The alleged killers of a leopard seal found with gunshot wounds on a Northland beach have been caught. Four teenage males, two aged 16 and two aged 15, would be referred to Youth Aid over the incident, police said.
The leopard seal was found dead of gunshot wounds to the face on a beach near Te Kopuru on Friday July 24. Police said they hoped that the update would provide the public with some degree of reassurance. Police thanked the community for the assistance they provided.
Leopard seals normally live in the Antarctic pack ice, but during autumn and winter can move northward through the Southern Ocean. The animals have at times spent a year or more in New Zealand waters, and are protected under the Wildlife Act 1953 and the Marine Mammals Protection Act 1978.
Two different guns were used to shoot a leopard seal at point blank range on a Northland beach.That means two people were involved or, less likely, if the first shot failed to kill the animal, the shooter then used a second gun. Either way, it was a cold-blooded execution of a defenceless animal. This rules out any claims that this was some sort of mercy killing.”
The leopard seal was found dead last Friday, lying where it had been shot near Glinks Gully, a tiny settlement on the coast about 25km south of Dargaville. Only the day before its presence had enthralled local people who have seen few of that cold-water, solitary species, although other seals are common on the coast. The chilling results of X-rays, scans and the necropsy (animal autopsy) show multiple shotgun pellets embedded in the head and skull, and wounds in the upper body caused by a rifle.
Pathologist Dr Stuart Hunter, who led the necropsy at the WildBase Vet Clinic at Massey University, said the seal was shot first in the body and then in the head. “One bullet punctured a lung and broke a rib. The seal would most likely have died in agony,” Visser said. “The shotgun blast literally blew the seal’s skull apart. The necropsy shows it was shot at point blank range near one of its eyes. There were bone fragments all through its head.”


**WHAT TO WORK ON**
Using the entries that follow, collect the lines where the word "swatch" appears.
*** RECORDS FOR PROCESSING ***
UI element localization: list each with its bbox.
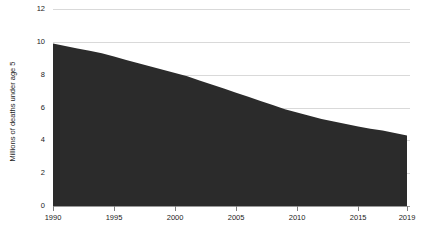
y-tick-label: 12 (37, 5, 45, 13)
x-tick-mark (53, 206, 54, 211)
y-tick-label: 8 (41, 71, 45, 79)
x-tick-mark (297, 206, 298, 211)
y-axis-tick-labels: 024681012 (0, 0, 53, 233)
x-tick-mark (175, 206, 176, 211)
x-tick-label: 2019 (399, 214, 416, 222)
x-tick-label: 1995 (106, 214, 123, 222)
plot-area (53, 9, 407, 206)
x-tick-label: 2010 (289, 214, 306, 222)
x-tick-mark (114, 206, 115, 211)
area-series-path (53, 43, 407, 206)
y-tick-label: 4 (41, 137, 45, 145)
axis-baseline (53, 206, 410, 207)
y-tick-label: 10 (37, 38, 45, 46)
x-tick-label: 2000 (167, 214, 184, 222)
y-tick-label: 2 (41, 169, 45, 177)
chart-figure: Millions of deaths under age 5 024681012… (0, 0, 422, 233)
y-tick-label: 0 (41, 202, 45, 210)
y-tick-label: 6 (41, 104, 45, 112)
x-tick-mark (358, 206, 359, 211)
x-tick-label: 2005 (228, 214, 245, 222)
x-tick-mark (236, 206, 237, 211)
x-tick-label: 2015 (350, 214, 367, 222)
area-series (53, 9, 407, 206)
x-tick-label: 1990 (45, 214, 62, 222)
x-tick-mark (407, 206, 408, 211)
*** End of RECORDS FOR PROCESSING ***
*** RECORDS FOR PROCESSING ***
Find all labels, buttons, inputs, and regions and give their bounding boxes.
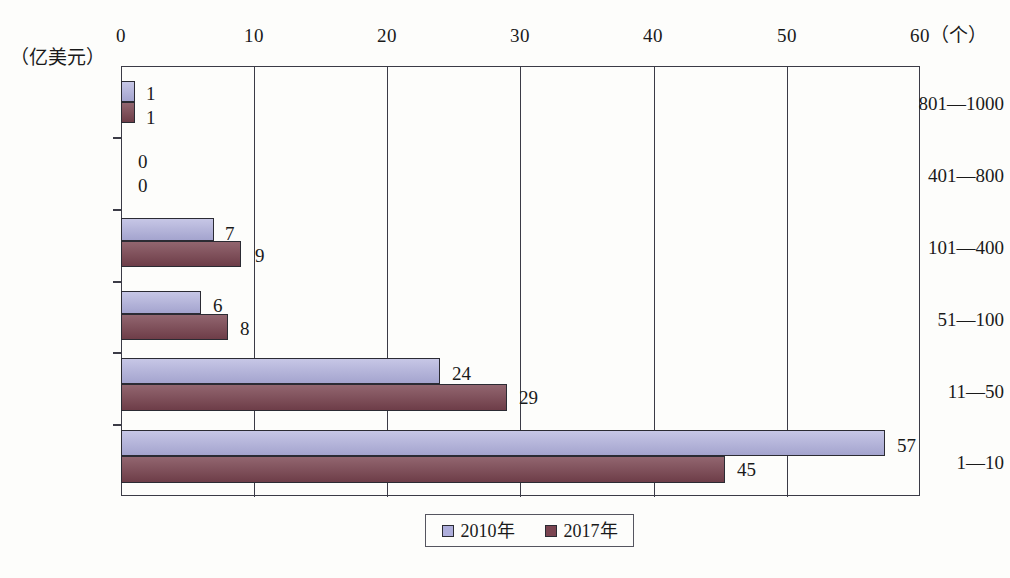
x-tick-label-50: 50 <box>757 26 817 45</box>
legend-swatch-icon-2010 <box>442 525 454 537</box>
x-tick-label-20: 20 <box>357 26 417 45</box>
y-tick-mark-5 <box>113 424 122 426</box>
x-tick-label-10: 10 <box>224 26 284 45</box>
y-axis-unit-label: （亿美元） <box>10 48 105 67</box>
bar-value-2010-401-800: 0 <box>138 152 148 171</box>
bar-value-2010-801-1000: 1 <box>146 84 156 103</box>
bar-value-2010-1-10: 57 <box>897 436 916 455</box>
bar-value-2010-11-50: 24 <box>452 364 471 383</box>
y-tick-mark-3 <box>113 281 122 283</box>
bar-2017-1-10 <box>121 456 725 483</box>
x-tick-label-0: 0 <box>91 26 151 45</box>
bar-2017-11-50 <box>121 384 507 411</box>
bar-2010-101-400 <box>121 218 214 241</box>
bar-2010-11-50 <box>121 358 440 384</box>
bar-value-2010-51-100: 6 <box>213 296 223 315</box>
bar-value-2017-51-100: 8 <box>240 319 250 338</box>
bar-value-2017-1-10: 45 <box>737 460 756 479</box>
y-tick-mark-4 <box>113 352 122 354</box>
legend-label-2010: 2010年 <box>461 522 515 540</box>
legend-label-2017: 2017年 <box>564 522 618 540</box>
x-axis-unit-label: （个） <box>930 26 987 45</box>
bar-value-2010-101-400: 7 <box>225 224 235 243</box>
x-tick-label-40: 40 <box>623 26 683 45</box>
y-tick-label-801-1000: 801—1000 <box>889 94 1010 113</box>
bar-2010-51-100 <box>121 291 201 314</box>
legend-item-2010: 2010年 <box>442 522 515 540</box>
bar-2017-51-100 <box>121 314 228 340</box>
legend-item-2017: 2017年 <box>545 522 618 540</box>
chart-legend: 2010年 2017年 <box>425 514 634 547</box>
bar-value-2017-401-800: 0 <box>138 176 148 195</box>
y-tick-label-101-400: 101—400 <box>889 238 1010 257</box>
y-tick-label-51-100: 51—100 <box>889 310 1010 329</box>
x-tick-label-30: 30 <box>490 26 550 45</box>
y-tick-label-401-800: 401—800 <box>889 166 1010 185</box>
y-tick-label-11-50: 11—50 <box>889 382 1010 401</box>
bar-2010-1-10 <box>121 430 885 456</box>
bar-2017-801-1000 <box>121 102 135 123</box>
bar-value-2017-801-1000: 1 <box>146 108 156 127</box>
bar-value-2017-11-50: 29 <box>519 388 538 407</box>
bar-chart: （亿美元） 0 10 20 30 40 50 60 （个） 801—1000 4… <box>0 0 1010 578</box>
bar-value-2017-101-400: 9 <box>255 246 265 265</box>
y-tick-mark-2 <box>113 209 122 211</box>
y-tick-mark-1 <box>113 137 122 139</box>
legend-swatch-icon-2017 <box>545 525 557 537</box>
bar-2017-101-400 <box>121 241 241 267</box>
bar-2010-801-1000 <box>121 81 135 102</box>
*** End of RECORDS FOR PROCESSING ***
**OUTPUT OF THE TASK**
legend-swatch-icon-2010 <box>442 525 454 537</box>
legend-swatch-icon-2017 <box>545 525 557 537</box>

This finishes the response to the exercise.